The German guilt unfortunately is shared
by educators throughout the world. Little is
taught in truth about World War II in this coun-
try, and the tragedy is that Jews, whose kin-
smen died in the gas chambers, are equally ig-
norant about the Holocaust.
Bossmann is publishing the findings result-
ing from his study in a book that will appear
soon. It should serve as a rebuke to the world's
educators and should cause, at least in Jewish
schools, new approaches to truth about Naz-
ism.

‘77711

Post al-Koppman Trilogy

`American Jewish Landmarks'
Serves as U.S. History Guide

Bernard Postal is the expert and Lionel Koppman is his able col-
laborator in compiling data for Jewish travel guides in this country.

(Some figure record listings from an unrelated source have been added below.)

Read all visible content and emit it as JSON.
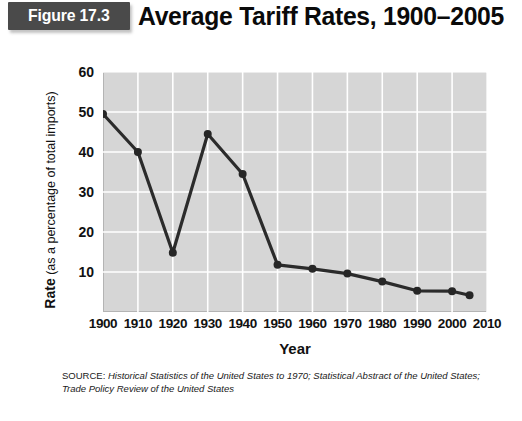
{
  "figure": {
    "badge_label": "Figure 17.3",
    "title": "Average Tariff Rates, 1900–2005"
  },
  "source": {
    "lead": "SOURCE: ",
    "citation": "Historical Statistics of the United States to 1970; Statistical Abstract of the United States; Trade Policy Review of the United States"
  },
  "colors": {
    "badge_background": "#4a4a4a",
    "badge_text": "#ffffff",
    "title_text": "#0a0a0a",
    "plot_background": "#d6d6d6",
    "gridline": "#ffffff",
    "series_line": "#2b2b2b",
    "marker": "#262626"
  },
  "chart_data": {
    "type": "line",
    "title": "Average Tariff Rates, 1900–2005",
    "xlabel": "Year",
    "ylabel": "Rate (as a percentage of total imports)",
    "ylabel_bold_part": "Rate",
    "ylabel_rest": "(as a percentage of total imports)",
    "xlim": [
      1900,
      2010
    ],
    "ylim": [
      0,
      60
    ],
    "xticks": [
      1900,
      1910,
      1920,
      1930,
      1940,
      1950,
      1960,
      1970,
      1980,
      1990,
      2000,
      2010
    ],
    "yticks": [
      10,
      20,
      30,
      40,
      50,
      60
    ],
    "grid": true,
    "legend": "none",
    "x": [
      1900,
      1910,
      1920,
      1930,
      1940,
      1950,
      1960,
      1970,
      1980,
      1990,
      2000,
      2005
    ],
    "values": [
      49.5,
      40.0,
      14.8,
      44.5,
      34.5,
      11.8,
      10.8,
      9.6,
      7.6,
      5.3,
      5.2,
      4.2
    ],
    "series": [
      {
        "name": "Average tariff rate",
        "values": [
          49.5,
          40.0,
          14.8,
          44.5,
          34.5,
          11.8,
          10.8,
          9.6,
          7.6,
          5.3,
          5.2,
          4.2
        ]
      }
    ]
  }
}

They have pursued this specialized task before and they have
reached a notable high achievement with a trilogy, a three-volume
work which promises to emerge as one of the outstanding travel
guides ever compiled in this country.
Volume I, devoted to the Northeast, in the series "American Jew-
ish Landmarks," has just been issued by Fleet Press Corp.

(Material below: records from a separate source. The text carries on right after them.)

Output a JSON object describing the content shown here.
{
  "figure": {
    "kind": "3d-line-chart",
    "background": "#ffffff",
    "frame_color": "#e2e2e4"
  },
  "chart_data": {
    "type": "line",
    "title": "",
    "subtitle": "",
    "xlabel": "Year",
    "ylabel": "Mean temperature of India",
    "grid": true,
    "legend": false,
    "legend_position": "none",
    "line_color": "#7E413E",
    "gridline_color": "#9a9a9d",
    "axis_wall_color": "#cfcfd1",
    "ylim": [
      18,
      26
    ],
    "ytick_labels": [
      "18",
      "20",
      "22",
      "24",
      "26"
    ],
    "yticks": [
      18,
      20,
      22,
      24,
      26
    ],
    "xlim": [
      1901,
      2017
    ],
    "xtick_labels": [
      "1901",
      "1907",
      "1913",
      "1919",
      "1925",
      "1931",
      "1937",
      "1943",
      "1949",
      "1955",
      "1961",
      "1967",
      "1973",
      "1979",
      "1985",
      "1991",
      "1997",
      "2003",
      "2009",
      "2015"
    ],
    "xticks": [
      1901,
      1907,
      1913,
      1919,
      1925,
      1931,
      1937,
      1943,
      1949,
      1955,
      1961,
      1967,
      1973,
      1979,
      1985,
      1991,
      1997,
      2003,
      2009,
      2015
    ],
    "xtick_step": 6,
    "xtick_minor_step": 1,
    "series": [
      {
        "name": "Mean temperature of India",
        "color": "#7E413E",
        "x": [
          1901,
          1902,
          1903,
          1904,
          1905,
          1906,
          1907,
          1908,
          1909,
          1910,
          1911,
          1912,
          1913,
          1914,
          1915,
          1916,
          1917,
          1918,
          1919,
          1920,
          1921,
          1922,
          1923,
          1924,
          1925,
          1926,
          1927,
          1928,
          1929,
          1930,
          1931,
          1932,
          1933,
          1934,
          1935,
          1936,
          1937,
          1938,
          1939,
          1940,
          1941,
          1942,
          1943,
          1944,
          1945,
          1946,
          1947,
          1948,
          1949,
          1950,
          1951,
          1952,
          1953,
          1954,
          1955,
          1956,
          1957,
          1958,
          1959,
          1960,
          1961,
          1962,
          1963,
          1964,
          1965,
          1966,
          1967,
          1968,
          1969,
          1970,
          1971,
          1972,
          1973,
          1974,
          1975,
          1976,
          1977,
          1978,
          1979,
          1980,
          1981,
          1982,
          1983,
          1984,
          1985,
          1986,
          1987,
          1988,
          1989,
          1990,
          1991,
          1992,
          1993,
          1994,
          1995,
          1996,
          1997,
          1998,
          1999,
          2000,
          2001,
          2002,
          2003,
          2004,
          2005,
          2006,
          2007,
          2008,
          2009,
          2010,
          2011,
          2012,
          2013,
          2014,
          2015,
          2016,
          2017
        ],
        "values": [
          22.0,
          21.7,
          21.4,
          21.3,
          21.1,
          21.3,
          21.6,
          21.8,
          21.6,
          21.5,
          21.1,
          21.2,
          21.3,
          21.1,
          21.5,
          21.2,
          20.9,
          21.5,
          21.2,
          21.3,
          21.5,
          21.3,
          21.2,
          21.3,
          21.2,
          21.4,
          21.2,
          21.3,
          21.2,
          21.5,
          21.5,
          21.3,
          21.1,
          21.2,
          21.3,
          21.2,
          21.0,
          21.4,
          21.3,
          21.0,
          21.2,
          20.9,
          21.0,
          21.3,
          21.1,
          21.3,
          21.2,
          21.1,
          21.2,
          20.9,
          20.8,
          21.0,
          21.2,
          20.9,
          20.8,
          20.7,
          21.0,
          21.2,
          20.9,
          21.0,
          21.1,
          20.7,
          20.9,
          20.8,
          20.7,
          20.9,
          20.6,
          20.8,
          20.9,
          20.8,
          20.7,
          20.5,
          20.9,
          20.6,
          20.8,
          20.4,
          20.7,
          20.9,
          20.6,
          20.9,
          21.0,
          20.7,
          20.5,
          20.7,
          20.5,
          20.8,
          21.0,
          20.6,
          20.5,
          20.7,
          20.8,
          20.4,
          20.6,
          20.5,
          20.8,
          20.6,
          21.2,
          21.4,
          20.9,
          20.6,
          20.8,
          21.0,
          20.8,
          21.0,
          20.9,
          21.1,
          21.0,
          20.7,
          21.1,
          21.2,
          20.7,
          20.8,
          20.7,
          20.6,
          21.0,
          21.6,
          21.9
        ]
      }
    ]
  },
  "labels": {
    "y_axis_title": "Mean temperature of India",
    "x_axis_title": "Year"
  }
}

- The subtitle, "A Travel Guide and History," is not an exagger-
ation. This volume is devoted to the Northeastern states and to the
District of Columbia. There is nothing missing for the traveler to be
guided by and it is, indeed, history splendidly compiled.
Therefore this work is encyclopedic. The guidelines to each state
and to the nation's capital are preceded by historical data about
each area and in planning visits to historic Jewish spots the traveler
is well fortified with information about every detail marking the Jew-
ish interest in the area.
A Jewishly-interested traveler, wherever he may go, usually
visits the synagogues and asks for the important Jewish structures
and historical sites. The Postal-Koppman guide provides the desired
information about Jewish houses of worship, agencies, federated
movements.
Naturally, as experts, the authors have gathered information
about restaurants and whatever else may be desired in the states to
be visited.
In the process, the reader is able to get an idea about Jewish
leadership, about the personalities who predominate, because, as his-
tory, volumes like "American Jewish Landmarks" do not ignore the
leadership, just as they fulfill the tasks of directing the limelight to
the structures that house Jewish activities.

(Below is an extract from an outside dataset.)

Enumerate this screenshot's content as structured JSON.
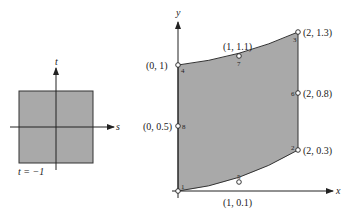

Volume II in this series will deal with the South and Southwest
and Volume III with the West and Middle West.
The authors appended to the first volume an interesting chapter,
"Around the Jewish Calendar," which provides information on the
many celebrations, festivals and other events, that mark the Jewish
festive occasions.
"American Jewish Landmarks" has won the recommendation of
the noted historian, Dr. Jacob R. Marcus, who, in a preface to the
first volume, states-.
"It is worth bearing in mind that this book is more than a man-
ual for the tourist; it is an important book for students of American
Jewish history. America's present-day Jewish community is the larg-
est the world has yet known. Jewish Palestine at her zenith could
probably never have boasted more than two million or three million
Jews; today America shelters a Jewish population of nearly six mil-
lion. This is a Jewry of some 5,000 to 10,000 Jewish clubs, societies,
synagogues, and organizations, a community which has sprung up in
the memory of men and women still living, for in 1880 there were
only some 250,000 Jews in the United States.
"This is not only the largest Jewry in the Diaspora, it is the
most affluent, the most generous, the most cultured, the most ad-
vanced in the arts and sciences. It is obvious, therefore, why histo-
rians, both Jews and Gentiles, will want to know more about a com-
munity which has made such a great career for itself in the last two
generations. 'American Jewish Landmarks' supplies the information
people seek. Because it is a ready reference hook, adequately in-
dexed, replete with an infinity of important detail, the student will
keep it on his desk next to his Jewish encyclopedias."